I read the other day that the outside toilet “once a sign of social deprivation, now adds value to the price of a property” (see the article here). Oh do come on, get real!
I grew up in a village in the country, with an outside toilet in a shed 10 yards or so down the garden path. Until the 1970s it wasn’t even a flushing toilet and it left a dark shadow of discomfort that still haunts my dreams.
You might say, though, that like many things in those days, it did bring me closer to nature. The shed was made of brick with a slate roof and the interior walls were unpainted and the rafters open, so the place was always full of cobwebs.
It had no electric light (nor gaslight nor oil lamp, come to that) so at night we would take a torch with us. Many were the trips down the garden path at night, even in the snow and rain, as there were certain things for which we would just not use the big china chamber pot under the bed.
Sitting in the gloom on the loo with a bare bottom, knowing I was surrounded by spiders, is probably the experience that still makes me cringe at the sight of a big house spider (Tegenaria duellica) – although admittedly we used to encounter plenty of those in the house itself as well.
The door was made of wooden planks painted green but you could still see the raised grain of the wood through the layer of gloss.
There was no bolt or lock on the door but there were gaps between the planks so you could see if someone was approaching and make sure you coughed loudly. This is another phobia I have – I always lock loo doors!
The door faced away from the back of the house, so it faced south and in the summer the sun baked down on it – at least giving some light through the cracks.
On the outside of the door were a colony of spiders I didn’t mind – in fact I thought they were rather cute. These zebra spiders (Salticus scenicus) were very small and black and white, as the name suggests. They are “jumping” spiders and had a fascinating way of moving around in a jerky sort of way, like a low quality stop-start animation.
The loo walls were also the place to look for chrysalises in winter. We would pick one off and keep it in a matchbox, inspecting it regularly for signs of change. Finally the day would come and we would go outside and watch the butterfly emerge and pump up its limp wings and fly away. Usually it was a cabbage white butterfly (Pieris brassicae) but occasionally a small tortoiseshell (Aglais urticae).
But back to the loo itself. Until we had a flushing toilet, paid for by a council grant in the 1970s, we had what might be called an “earth closet”, although it was really just a metal bucket, without any contraption associated with a real earth closet.
There was a wooden bench with a hole in the middle and the bucket underneath. The wood was soft and warm and made smooth by decades of wear, like the handles of the shovel and spade that hung on the wall.
We always used hard Izal toilet paper – really not very absorbent at all – and it had a slight smell which was either pine disinfectant or carbolic.
I also used the perforated sheets of the stuff as tracing paper when I had a school project, for tracing maps and that kind of thing. Only small maps, of course.
The bucket didn’t empty itself, so probably once or twice a week, when it got full, one of us had to “bury the old man” as we called it. I took my turn from the age of about 10, when my brothers had both left home. I always chose a time when no one was around to see.
It was awkward to carry without slopping it around and I had to take it 100 yards down the path to the rose garden – not much of a garden, really, but row upon row of rose beds with gaps between. We had about 150 hybrid tea roses. We had lovely roses – they were well manured…
I always had to choose a place that hadn’t already been used recently, to dig a deep hole in the black loam with a spade. My overriding memories are of the smell, and of the colour – there was always a hint of that sick yellow you see on dung flies on a cow pat.
Look, I’m sorry if this all seems a bit lavatorial, but with hindsight, this system was much more environmentally friendly that the flushing loos we have today. Not that I have any plan to give up my modern “luxuries”…
Ha! Great story. I know a woman who, as a little girl in Vietnam, was sent away to convent school. The loo was on stilts over a carp pond; the carp fed on the leavings. She said she had mortal terror of the carp at night, splashing and fighting to be fed, while she imagined what could happen to her if she fell through the hole.
This reminds me of the first time I went to the loo on a boat, and was horrified to find it was just a round hole and you could look down and see the sea splashing below – didn’t see any fish, though!
I’ve always gone fishing and boating, mostly at sea. I recall as a kid how my dad took me offshore on a “party” (group) boat with perhaps 30 other fishermen. I carefully placed each item of trash in the trashcans. I was therefore shocked when, on the long ride back in, the mate took the trashcans and emptied them overboard into the wake.
They (mostly) don’t do that anymore. Nor do the heads (loos) empty into the sea. International regs and all.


- _Task_
Write out each line of the entries below that holds the word "image".

- _Figure record listings_
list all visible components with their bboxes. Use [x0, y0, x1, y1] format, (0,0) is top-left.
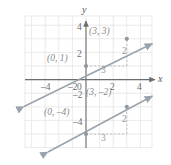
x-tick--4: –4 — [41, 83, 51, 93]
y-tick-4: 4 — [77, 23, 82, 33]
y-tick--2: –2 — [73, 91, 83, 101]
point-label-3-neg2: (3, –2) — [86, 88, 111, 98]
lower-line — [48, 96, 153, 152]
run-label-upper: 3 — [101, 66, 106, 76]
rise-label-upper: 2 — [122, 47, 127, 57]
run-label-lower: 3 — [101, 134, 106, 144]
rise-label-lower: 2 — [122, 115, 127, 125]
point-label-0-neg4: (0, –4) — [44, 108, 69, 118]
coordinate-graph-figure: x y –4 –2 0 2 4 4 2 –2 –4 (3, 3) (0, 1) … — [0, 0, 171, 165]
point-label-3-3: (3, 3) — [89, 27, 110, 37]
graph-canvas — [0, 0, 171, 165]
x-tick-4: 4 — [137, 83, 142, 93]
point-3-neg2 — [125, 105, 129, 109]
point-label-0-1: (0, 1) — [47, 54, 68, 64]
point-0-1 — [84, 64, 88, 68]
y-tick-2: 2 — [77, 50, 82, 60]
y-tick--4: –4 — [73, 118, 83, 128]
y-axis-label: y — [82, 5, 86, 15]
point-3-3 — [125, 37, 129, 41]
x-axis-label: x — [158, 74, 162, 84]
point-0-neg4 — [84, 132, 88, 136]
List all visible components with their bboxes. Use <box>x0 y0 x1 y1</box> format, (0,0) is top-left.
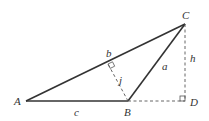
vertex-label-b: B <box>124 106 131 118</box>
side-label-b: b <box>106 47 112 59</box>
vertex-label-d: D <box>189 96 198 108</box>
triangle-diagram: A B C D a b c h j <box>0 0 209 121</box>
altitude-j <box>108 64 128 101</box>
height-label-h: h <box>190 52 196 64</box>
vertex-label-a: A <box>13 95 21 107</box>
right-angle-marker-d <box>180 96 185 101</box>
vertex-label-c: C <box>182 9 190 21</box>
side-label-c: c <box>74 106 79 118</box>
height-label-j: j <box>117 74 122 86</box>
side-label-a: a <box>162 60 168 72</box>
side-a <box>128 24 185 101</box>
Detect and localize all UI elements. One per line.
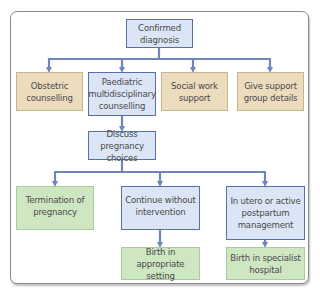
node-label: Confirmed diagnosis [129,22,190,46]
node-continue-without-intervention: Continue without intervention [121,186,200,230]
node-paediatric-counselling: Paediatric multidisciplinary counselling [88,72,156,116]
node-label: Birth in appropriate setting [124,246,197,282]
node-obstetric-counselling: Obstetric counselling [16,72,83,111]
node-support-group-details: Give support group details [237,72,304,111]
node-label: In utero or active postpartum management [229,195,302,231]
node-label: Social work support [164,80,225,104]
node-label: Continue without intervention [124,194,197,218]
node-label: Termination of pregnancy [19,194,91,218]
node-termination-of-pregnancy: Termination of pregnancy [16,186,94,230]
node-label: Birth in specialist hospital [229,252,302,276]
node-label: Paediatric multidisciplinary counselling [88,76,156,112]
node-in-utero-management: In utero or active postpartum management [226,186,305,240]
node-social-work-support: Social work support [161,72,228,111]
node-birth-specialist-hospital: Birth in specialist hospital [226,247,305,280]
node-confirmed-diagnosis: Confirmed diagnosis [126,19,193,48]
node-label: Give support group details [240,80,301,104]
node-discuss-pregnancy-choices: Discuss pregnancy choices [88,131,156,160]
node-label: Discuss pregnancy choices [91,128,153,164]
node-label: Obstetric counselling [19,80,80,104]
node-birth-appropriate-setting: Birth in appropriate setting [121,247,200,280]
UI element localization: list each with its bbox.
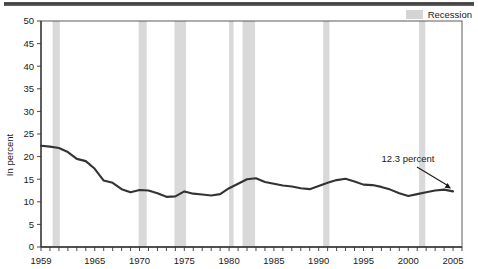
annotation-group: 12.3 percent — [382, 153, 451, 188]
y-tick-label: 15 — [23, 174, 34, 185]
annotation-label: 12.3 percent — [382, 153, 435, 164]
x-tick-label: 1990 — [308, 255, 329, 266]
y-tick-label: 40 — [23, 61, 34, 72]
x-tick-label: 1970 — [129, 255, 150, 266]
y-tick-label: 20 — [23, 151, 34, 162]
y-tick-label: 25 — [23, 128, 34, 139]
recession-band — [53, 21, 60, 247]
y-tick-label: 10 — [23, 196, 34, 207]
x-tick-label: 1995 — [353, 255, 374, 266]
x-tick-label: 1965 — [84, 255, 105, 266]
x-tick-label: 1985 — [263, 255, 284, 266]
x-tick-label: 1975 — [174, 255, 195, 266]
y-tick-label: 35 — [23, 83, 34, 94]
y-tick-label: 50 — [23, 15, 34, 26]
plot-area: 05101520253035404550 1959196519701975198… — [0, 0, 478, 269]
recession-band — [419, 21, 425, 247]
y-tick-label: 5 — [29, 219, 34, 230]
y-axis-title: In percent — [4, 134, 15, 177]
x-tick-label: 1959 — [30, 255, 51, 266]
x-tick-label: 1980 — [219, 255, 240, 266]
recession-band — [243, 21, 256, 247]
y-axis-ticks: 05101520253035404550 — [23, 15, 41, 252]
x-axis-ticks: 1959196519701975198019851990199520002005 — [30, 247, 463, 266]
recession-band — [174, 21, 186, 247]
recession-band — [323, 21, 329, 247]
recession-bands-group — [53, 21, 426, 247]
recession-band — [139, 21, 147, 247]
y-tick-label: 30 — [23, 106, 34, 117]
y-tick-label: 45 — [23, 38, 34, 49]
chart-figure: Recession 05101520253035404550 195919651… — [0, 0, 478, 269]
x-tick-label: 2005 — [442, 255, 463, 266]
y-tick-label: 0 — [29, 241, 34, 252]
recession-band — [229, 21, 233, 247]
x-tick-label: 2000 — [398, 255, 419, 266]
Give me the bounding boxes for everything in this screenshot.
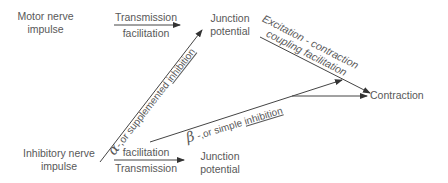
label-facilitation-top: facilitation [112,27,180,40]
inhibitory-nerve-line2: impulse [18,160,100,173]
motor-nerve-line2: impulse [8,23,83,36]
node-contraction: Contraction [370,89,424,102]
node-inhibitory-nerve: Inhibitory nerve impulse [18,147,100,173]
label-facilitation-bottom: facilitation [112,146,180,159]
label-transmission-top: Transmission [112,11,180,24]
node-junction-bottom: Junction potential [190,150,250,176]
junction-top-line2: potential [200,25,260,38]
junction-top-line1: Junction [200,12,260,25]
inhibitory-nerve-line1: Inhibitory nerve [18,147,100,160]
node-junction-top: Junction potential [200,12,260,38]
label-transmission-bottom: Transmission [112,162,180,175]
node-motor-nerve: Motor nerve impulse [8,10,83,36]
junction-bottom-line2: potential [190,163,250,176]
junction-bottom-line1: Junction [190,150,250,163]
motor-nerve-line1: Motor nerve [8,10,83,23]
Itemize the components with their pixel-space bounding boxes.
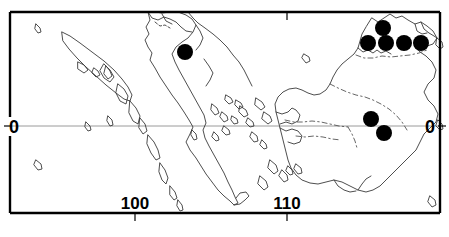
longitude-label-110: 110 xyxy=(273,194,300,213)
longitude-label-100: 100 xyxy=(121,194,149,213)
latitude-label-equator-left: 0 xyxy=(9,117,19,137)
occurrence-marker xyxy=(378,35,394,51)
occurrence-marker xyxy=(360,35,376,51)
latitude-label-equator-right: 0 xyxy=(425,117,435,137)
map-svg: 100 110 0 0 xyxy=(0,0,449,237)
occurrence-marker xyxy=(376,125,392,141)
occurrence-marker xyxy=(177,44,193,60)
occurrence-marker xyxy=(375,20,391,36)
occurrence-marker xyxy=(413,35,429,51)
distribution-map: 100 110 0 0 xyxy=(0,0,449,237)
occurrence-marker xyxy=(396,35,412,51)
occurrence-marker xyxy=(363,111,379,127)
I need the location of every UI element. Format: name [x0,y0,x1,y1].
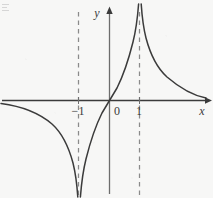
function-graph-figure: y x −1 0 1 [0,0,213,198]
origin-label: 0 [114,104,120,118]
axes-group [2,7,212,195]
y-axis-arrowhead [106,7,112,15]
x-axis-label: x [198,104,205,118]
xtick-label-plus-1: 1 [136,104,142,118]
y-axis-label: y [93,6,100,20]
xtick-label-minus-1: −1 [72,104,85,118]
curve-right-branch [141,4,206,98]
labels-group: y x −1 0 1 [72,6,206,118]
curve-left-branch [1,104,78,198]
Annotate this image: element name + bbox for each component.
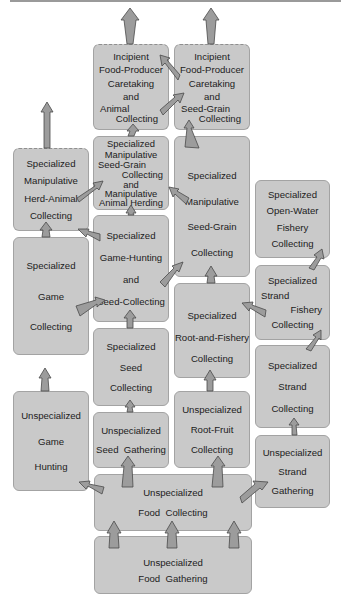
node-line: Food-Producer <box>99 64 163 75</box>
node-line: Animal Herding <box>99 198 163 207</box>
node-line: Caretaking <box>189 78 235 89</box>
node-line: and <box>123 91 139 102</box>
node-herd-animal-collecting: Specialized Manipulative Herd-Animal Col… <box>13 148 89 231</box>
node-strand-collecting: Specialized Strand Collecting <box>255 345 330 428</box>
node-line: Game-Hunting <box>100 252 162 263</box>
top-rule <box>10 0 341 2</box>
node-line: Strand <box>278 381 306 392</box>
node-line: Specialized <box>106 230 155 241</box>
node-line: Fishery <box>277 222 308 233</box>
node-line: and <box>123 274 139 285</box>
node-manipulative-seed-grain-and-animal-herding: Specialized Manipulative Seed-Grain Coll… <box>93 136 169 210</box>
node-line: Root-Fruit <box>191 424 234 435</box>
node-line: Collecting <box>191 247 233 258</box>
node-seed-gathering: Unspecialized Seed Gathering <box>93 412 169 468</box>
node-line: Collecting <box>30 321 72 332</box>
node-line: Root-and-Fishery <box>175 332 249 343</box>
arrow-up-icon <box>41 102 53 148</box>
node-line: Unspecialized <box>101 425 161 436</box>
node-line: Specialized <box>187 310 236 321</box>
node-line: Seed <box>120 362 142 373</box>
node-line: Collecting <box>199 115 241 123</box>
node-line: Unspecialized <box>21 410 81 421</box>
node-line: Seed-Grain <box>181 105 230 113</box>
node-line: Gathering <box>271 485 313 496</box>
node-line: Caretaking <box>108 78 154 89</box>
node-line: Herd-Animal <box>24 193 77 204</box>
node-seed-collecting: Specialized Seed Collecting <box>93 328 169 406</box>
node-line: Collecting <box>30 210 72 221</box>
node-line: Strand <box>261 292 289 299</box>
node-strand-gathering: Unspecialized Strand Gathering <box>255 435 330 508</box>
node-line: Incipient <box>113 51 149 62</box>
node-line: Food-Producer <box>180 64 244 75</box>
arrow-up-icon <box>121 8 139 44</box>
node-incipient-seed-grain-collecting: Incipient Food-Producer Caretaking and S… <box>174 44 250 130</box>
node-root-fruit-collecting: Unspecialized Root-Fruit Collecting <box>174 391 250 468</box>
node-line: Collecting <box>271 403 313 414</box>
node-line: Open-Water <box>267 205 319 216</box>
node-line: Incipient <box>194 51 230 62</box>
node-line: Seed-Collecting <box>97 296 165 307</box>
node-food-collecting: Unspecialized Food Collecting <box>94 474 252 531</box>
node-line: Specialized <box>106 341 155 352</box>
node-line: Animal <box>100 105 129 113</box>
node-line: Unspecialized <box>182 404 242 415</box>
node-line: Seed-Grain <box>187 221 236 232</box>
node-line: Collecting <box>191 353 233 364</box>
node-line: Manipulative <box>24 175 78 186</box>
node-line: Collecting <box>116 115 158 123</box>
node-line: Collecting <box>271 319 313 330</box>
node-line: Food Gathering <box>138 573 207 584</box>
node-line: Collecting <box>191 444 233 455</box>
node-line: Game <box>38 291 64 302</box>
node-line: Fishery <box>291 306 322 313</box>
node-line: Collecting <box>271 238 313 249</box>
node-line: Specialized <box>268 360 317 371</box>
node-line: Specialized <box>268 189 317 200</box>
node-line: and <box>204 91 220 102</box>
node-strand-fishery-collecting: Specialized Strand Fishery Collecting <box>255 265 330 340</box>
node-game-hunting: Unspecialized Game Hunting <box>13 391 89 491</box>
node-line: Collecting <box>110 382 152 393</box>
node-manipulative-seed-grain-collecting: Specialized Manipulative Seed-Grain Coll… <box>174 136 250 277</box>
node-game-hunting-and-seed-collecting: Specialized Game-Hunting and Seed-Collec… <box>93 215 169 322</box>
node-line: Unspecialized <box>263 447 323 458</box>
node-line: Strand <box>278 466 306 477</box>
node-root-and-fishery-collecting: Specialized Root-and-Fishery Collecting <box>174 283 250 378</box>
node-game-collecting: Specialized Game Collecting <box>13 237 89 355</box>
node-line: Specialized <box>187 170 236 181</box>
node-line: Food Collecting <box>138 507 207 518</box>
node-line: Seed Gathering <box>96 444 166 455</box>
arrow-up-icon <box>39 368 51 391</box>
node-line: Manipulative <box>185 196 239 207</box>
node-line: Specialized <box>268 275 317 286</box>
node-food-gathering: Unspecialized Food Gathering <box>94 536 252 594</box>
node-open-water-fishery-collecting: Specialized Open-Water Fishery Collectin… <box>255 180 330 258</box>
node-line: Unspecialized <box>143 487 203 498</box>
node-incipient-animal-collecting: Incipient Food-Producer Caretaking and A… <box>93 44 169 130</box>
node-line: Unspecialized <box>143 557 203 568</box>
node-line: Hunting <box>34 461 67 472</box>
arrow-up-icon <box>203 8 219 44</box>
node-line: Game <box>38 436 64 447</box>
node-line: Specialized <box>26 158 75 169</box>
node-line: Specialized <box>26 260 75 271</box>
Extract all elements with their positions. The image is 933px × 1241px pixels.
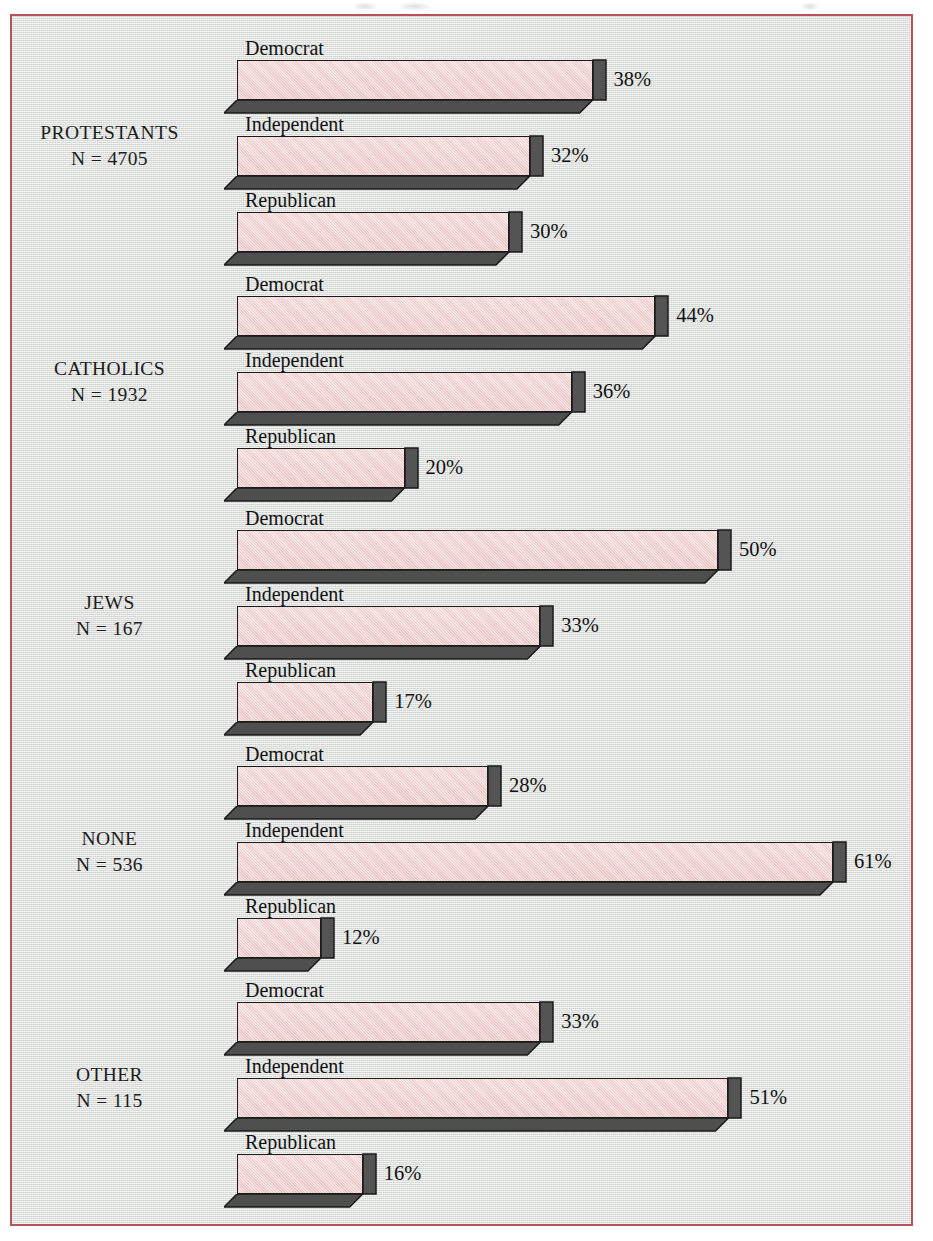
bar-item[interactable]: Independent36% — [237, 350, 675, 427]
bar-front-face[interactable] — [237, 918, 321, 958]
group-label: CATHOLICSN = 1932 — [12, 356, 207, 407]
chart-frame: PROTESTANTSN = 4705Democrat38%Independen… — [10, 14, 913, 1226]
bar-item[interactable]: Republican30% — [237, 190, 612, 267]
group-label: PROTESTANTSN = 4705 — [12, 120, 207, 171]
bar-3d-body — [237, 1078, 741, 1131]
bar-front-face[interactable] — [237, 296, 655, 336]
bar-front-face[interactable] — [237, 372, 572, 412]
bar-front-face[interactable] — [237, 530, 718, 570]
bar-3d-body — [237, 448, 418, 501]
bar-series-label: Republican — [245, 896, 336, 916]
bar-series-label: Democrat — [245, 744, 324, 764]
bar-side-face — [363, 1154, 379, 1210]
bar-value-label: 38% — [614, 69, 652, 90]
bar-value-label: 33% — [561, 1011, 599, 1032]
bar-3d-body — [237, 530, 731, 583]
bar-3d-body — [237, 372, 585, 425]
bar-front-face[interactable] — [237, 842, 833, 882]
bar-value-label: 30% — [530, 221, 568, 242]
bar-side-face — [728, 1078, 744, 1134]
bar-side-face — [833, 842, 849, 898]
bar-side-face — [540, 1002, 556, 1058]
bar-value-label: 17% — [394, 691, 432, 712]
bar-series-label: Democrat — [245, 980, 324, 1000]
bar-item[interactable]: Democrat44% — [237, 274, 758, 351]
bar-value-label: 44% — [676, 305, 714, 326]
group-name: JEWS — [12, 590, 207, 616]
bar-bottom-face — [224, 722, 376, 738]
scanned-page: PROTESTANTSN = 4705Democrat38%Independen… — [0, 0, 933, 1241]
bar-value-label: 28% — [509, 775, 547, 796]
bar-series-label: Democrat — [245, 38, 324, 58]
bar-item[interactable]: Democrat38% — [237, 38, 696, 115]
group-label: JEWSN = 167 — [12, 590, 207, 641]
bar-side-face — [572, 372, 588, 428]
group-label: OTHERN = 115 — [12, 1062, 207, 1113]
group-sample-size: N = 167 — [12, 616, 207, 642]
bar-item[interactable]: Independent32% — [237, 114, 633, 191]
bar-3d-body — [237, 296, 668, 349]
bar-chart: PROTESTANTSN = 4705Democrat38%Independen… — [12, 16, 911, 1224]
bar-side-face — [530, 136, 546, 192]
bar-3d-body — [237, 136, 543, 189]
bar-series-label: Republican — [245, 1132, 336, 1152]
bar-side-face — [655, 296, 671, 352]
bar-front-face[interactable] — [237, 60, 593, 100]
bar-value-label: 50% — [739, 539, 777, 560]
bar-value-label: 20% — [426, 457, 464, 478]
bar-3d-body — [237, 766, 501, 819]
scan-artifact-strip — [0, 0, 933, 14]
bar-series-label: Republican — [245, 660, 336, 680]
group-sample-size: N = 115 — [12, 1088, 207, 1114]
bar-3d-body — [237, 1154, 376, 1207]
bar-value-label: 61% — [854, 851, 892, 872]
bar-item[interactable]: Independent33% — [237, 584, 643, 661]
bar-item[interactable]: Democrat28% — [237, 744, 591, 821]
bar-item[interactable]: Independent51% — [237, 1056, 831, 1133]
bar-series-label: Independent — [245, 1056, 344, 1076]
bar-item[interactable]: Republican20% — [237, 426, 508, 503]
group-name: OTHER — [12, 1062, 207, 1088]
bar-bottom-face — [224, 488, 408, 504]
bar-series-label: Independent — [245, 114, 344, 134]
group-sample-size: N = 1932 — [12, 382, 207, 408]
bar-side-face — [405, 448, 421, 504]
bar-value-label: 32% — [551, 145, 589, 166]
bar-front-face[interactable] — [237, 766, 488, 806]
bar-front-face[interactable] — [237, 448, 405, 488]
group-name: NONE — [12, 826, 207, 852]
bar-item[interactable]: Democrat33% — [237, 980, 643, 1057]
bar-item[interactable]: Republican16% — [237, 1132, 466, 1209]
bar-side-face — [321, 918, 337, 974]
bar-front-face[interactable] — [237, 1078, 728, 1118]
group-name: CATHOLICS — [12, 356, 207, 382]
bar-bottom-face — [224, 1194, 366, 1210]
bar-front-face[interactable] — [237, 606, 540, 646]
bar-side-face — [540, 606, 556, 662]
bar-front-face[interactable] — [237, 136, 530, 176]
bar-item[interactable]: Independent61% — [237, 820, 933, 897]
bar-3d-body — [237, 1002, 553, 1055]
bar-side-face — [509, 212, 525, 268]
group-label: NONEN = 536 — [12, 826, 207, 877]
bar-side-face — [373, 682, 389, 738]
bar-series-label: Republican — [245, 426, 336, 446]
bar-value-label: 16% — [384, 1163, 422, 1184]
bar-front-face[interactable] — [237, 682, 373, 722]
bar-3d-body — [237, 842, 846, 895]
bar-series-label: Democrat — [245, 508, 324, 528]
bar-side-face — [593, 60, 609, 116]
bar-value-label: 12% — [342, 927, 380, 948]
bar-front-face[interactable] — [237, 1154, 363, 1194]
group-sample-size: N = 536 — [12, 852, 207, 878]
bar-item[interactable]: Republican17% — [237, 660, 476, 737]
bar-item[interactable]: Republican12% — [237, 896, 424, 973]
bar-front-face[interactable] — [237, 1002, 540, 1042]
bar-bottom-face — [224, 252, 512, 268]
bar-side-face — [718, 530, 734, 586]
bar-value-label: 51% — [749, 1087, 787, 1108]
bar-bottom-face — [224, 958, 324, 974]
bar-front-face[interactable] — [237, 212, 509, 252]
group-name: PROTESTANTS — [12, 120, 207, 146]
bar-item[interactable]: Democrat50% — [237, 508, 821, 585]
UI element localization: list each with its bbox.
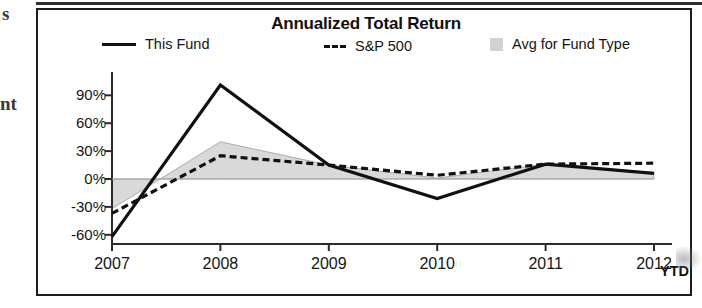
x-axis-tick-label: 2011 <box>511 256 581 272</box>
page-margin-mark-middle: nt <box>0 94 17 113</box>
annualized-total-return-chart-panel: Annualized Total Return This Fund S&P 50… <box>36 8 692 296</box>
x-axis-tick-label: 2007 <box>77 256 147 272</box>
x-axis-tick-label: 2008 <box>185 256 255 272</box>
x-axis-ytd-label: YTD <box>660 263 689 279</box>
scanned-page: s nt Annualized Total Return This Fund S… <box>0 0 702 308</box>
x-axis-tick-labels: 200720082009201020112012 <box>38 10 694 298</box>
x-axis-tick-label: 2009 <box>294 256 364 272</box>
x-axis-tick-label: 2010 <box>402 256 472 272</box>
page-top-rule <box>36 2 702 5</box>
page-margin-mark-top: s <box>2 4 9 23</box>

- _Answer below_
Annotate this image: element name + bbox for each component.
Extract all elements with their positions. The image is 933px × 1241px pixels.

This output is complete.